We saw that last year turned out to be the most damaging wildfire season ever for California, with over a million acres destroyed. Sadly, those records are being surpassed by the wildfire damages that are taking place this year. The Camp Fire itself has turned out to be the deadliest wildfire in all of California’s wildfire history, as it has claimed 85 lives with 249 more that are missing – and those numbers will probably grow even larger. Officials also claim the fire has destroyed around 19,000 buildings, with most of them being homes. Experts claim that climate change could even expand the sizes of these fires and actually turn the fire season into a year around event. As the complexity of containing wildfires increase, we are seeing researchers, government agencies, and companies turn to artificial intelligence to help manage and analyze the chaos from the plethora of data that comes from these disasters. The goal and hope in the future is that authorities will improve their means of earlier detection which would allow firefighters to keep them from getting out of control and perhaps even keep fires in the future from starting in the first place.

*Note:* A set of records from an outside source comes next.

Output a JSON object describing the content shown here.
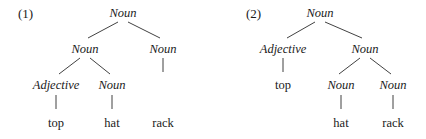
{
  "page": {
    "background_color": "#ffffff",
    "text_color": "#1a1a1a",
    "line_color": "#2b2b2b",
    "width": 426,
    "height": 139
  },
  "trees": [
    {
      "id": "tree-1",
      "label": "(1)",
      "label_x": 18,
      "label_y": 7,
      "nodes": [
        {
          "name": "root",
          "text": "Noun",
          "style": "cat",
          "x": 123,
          "y": 6
        },
        {
          "name": "n-left",
          "text": "Noun",
          "style": "cat",
          "x": 85,
          "y": 42
        },
        {
          "name": "n-right",
          "text": "Noun",
          "style": "cat",
          "x": 163,
          "y": 42
        },
        {
          "name": "adj",
          "text": "Adjective",
          "style": "cat",
          "x": 56,
          "y": 78
        },
        {
          "name": "n-inner",
          "text": "Noun",
          "style": "cat",
          "x": 112,
          "y": 78
        },
        {
          "name": "leaf-rack",
          "text": "rack",
          "style": "leaf",
          "x": 163,
          "y": 116
        },
        {
          "name": "leaf-top",
          "text": "top",
          "style": "leaf",
          "x": 56,
          "y": 116
        },
        {
          "name": "leaf-hat",
          "text": "hat",
          "style": "leaf",
          "x": 112,
          "y": 116
        }
      ],
      "edges": [
        {
          "name": "root-to-left",
          "x1": 118,
          "y1": 22,
          "x2": 88,
          "y2": 38
        },
        {
          "name": "root-to-right",
          "x1": 128,
          "y1": 22,
          "x2": 160,
          "y2": 38
        },
        {
          "name": "left-to-adj",
          "x1": 80,
          "y1": 58,
          "x2": 59,
          "y2": 74
        },
        {
          "name": "left-to-ninner",
          "x1": 90,
          "y1": 58,
          "x2": 110,
          "y2": 74
        },
        {
          "name": "right-to-rack",
          "x1": 163,
          "y1": 58,
          "x2": 163,
          "y2": 72
        },
        {
          "name": "adj-to-top",
          "x1": 56,
          "y1": 95,
          "x2": 56,
          "y2": 109
        },
        {
          "name": "ninner-to-hat",
          "x1": 112,
          "y1": 95,
          "x2": 112,
          "y2": 109
        }
      ]
    },
    {
      "id": "tree-2",
      "label": "(2)",
      "label_x": 33,
      "label_y": 7,
      "nodes": [
        {
          "name": "root",
          "text": "Noun",
          "style": "cat",
          "x": 107,
          "y": 6
        },
        {
          "name": "adj",
          "text": "Adjective",
          "style": "cat",
          "x": 70,
          "y": 42
        },
        {
          "name": "n-right",
          "text": "Noun",
          "style": "cat",
          "x": 152,
          "y": 42
        },
        {
          "name": "leaf-top",
          "text": "top",
          "style": "leaf",
          "x": 70,
          "y": 78
        },
        {
          "name": "n-left2",
          "text": "Noun",
          "style": "cat",
          "x": 128,
          "y": 78
        },
        {
          "name": "n-right2",
          "text": "Noun",
          "style": "cat",
          "x": 180,
          "y": 78
        },
        {
          "name": "leaf-hat",
          "text": "hat",
          "style": "leaf",
          "x": 128,
          "y": 116
        },
        {
          "name": "leaf-rack",
          "text": "rack",
          "style": "leaf",
          "x": 180,
          "y": 116
        }
      ],
      "edges": [
        {
          "name": "root-to-adj",
          "x1": 102,
          "y1": 22,
          "x2": 74,
          "y2": 38
        },
        {
          "name": "root-to-nright",
          "x1": 112,
          "y1": 22,
          "x2": 149,
          "y2": 38
        },
        {
          "name": "adj-to-top",
          "x1": 70,
          "y1": 58,
          "x2": 70,
          "y2": 72
        },
        {
          "name": "nright-to-left2",
          "x1": 147,
          "y1": 58,
          "x2": 126,
          "y2": 74
        },
        {
          "name": "nright-to-right2",
          "x1": 157,
          "y1": 58,
          "x2": 178,
          "y2": 74
        },
        {
          "name": "nleft2-to-hat",
          "x1": 128,
          "y1": 95,
          "x2": 128,
          "y2": 109
        },
        {
          "name": "nright2-to-rack",
          "x1": 180,
          "y1": 95,
          "x2": 180,
          "y2": 109
        }
      ]
    }
  ]
}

High Tech Defense Against Future Wildfires Even when immediate threats from wildfires recede, there is limited amount of time to find survivors and get help to those people who are in need. Determining the most effective way to get resources that are very limited to disaster victims continues to be a huge unsolved problem. There have been some researchers out there that have utilized social media as a means of improving responses to disaster. The fact is that trying to sift through all the data manually is impossible, but it is believed that AI tools would greatly help in finding crucial messages quickly. Experts claim that such a function would save numerous lives and homes. It is imperative that modern tools and technologies be utilized in fighting a problem that appears to be a permanent fixture in the future.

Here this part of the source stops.